Though the Saudi-backed forces of Hadi and UAE-backed southern separatists have clashed before, their feud escalated dramatically after a rocket strike claimed by the Houthis earlier this month killed members of the pro-south fighters. The Southern Transitional Council ultimately held the pro-government Islamist group Islah for the attack, claiming it was intended to undermine separatist control of Aden, and fire was exchanged between the rival sides at a funeral for the slain fighters.

The separatists would go on to take key government buildings, overwhelming the presidential guard at the palace that Hadi has long abandoned since relocating to Saudi Arabia. With the Houthis in Sanaa and the separatists in Aden, however, the internationally-recognized government of Yemen had no home in the country itself.

The Houthis have meanwhile pointed to the inter-coalition conflict as further reason to consider Saudi Arabia and the UAE's intervention illegitimate. On Thursday, rebel Supreme Political Council member Mohammed Ali al-Houthi tweeted that the group was "monitoring the events in Aden" as the Southern Transitional Council held its massive rally there.

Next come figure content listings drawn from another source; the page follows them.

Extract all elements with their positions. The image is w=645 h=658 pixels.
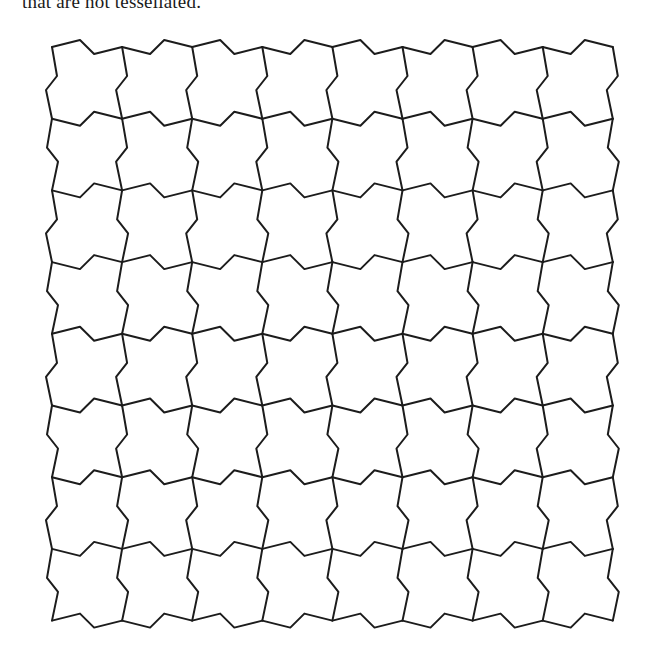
tile-edge-horizontal <box>543 255 613 269</box>
tile-edge-vertical <box>187 549 198 621</box>
tile-edge-vertical <box>256 47 267 119</box>
tile-edge-horizontal <box>332 614 402 628</box>
tile-edge-vertical <box>256 334 267 406</box>
tile-edge-horizontal <box>403 614 473 628</box>
tile-edge-vertical <box>397 119 408 191</box>
tile-edge-horizontal <box>122 614 192 628</box>
tile-edge-horizontal <box>332 399 402 413</box>
tile-edge-vertical <box>538 549 549 621</box>
tile-edge-horizontal <box>403 327 473 341</box>
tile-edge-vertical <box>116 334 127 406</box>
tile-edge-horizontal <box>543 542 613 556</box>
tile-edge-horizontal <box>192 399 262 413</box>
tile-edge-horizontal <box>473 542 543 556</box>
tile-edge-horizontal <box>543 614 613 628</box>
tile-edge-vertical <box>467 477 478 549</box>
tile-edge-vertical <box>397 47 408 119</box>
tile-edge-horizontal <box>543 40 613 54</box>
tile-edge-vertical <box>398 549 409 621</box>
tile-edge-horizontal <box>332 40 402 54</box>
tile-edge-horizontal <box>403 542 473 556</box>
tile-edge-horizontal <box>52 327 122 341</box>
tile-edge-horizontal <box>473 40 543 54</box>
tile-edge-vertical <box>467 334 478 406</box>
tile-edge-vertical <box>47 262 58 334</box>
tile-edge-horizontal <box>262 542 332 556</box>
tile-edge-horizontal <box>52 112 122 126</box>
tile-edge-horizontal <box>192 40 262 54</box>
tile-edge-horizontal <box>543 470 613 484</box>
tile-edge-horizontal <box>52 614 122 628</box>
tile-edge-horizontal <box>262 470 332 484</box>
tile-edge-vertical <box>537 406 548 478</box>
tile-edge-vertical <box>116 119 127 191</box>
tile-edge-horizontal <box>473 112 543 126</box>
tile-edge-horizontal <box>543 112 613 126</box>
tile-edge-horizontal <box>403 183 473 197</box>
tile-edge-vertical <box>326 47 337 119</box>
tile-edge-vertical <box>468 549 479 621</box>
tile-edge-vertical <box>46 47 57 119</box>
tile-edge-vertical <box>538 477 549 549</box>
tile-edge-vertical <box>326 334 337 406</box>
tile-edge-vertical <box>47 119 58 191</box>
tile-edge-vertical <box>256 119 267 191</box>
tile-edge-vertical <box>397 406 408 478</box>
tile-edge-vertical <box>607 477 618 549</box>
tile-edge-vertical <box>186 47 197 119</box>
tile-edge-horizontal <box>122 183 192 197</box>
tile-edge-horizontal <box>543 327 613 341</box>
tile-edge-vertical <box>257 262 268 334</box>
tile-edge-horizontal <box>52 40 122 54</box>
tile-edge-horizontal <box>332 327 402 341</box>
tile-edge-horizontal <box>122 255 192 269</box>
tile-edge-vertical <box>256 406 267 478</box>
tile-edge-horizontal <box>473 614 543 628</box>
tile-edge-vertical <box>117 262 128 334</box>
tile-edge-vertical <box>398 190 409 262</box>
tile-edge-horizontal <box>122 470 192 484</box>
tile-edge-horizontal <box>262 183 332 197</box>
tile-edge-vertical <box>116 47 127 119</box>
tile-edge-vertical <box>397 334 408 406</box>
tile-edge-vertical <box>398 477 409 549</box>
tile-edge-vertical <box>116 406 127 478</box>
tile-edge-vertical <box>186 190 197 262</box>
tile-edge-horizontal <box>192 614 262 628</box>
tile-edge-vertical <box>467 47 478 119</box>
tile-edge-horizontal <box>403 470 473 484</box>
tile-edge-vertical <box>468 406 479 478</box>
tile-edge-vertical <box>608 549 619 621</box>
tile-edge-horizontal <box>403 40 473 54</box>
tile-edge-vertical <box>187 262 198 334</box>
tile-edge-horizontal <box>473 399 543 413</box>
tile-edge-vertical <box>537 119 548 191</box>
tile-edge-vertical <box>327 549 338 621</box>
tile-edge-vertical <box>327 262 338 334</box>
tile-edge-vertical <box>187 119 198 191</box>
tile-edge-horizontal <box>332 470 402 484</box>
tile-edge-vertical <box>608 262 619 334</box>
tile-edge-vertical <box>186 334 197 406</box>
tile-edge-horizontal <box>262 112 332 126</box>
tile-edge-horizontal <box>473 183 543 197</box>
tile-edge-horizontal <box>192 542 262 556</box>
tile-edge-vertical <box>117 549 128 621</box>
tile-edge-vertical <box>257 190 268 262</box>
tile-edge-horizontal <box>262 327 332 341</box>
tile-edge-vertical <box>326 477 337 549</box>
tile-edge-vertical <box>607 334 618 406</box>
tile-edge-vertical <box>538 262 549 334</box>
tile-edge-vertical <box>327 406 338 478</box>
tile-edge-vertical <box>608 406 619 478</box>
tile-edge-horizontal <box>403 112 473 126</box>
tile-edge-horizontal <box>122 542 192 556</box>
tile-edge-vertical <box>46 477 57 549</box>
tile-edge-horizontal <box>192 255 262 269</box>
tile-edge-horizontal <box>543 183 613 197</box>
tile-edge-vertical <box>537 334 548 406</box>
tile-edge-horizontal <box>332 255 402 269</box>
tile-edge-vertical <box>117 477 128 549</box>
tile-edge-horizontal <box>403 255 473 269</box>
tile-edge-vertical <box>47 406 58 478</box>
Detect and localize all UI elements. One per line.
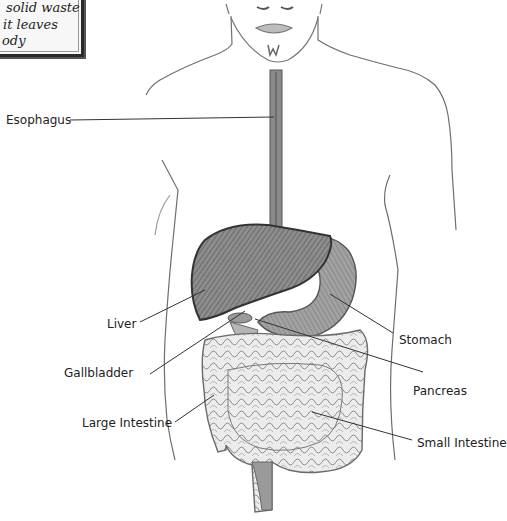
caption-line-3: ody — [2, 33, 26, 49]
small-intestine-organ — [228, 363, 342, 450]
label-pancreas: Pancreas — [413, 384, 467, 398]
caption-line-2: it leaves — [3, 17, 58, 33]
label-stomach: Stomach — [399, 333, 452, 347]
label-large-intestine: Large Intestine — [82, 416, 172, 430]
label-esophagus: Esophagus — [6, 113, 71, 127]
label-liver: Liver — [107, 317, 136, 331]
face-outline — [226, 4, 322, 62]
caption-line-1: solid waste — [6, 0, 80, 16]
label-gallbladder: Gallbladder — [64, 366, 133, 380]
label-small-intestine: Small Intestine — [417, 436, 507, 450]
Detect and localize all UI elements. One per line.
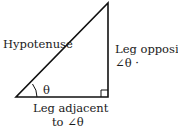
leg-opposite-label-line2: ∠θ · xyxy=(115,56,139,70)
angle-theta-label: θ xyxy=(43,83,50,97)
right-triangle-diagram: θ Hypotenuse Leg opposite ∠θ · Leg adjac… xyxy=(0,0,178,130)
right-angle-marker xyxy=(101,90,108,97)
hypotenuse-label: Hypotenuse xyxy=(3,37,73,51)
leg-opposite-label-line1: Leg opposite xyxy=(115,42,178,56)
leg-adjacent-label-line2: to ∠θ xyxy=(52,115,84,129)
angle-arc xyxy=(33,84,38,97)
leg-adjacent-label-line1: Leg adjacent xyxy=(33,101,109,115)
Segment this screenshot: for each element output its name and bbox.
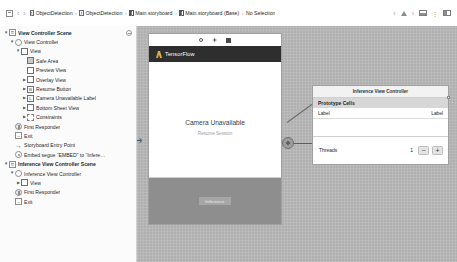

The U.S. has expressed concern over the situation in Aden, but has faced domestic struggles in backing the coalition. Amid accusations that Saudi Arabia and the UAE were responsible for war crimes there, Congress moved to block President Donald Trump's ability to offer military assistance to their war effort there, but the U.S. leader vetoed the historic vote, expressing unwavering support for the monarchies he viewed as leading allies in efforts to isolate Iran in the region.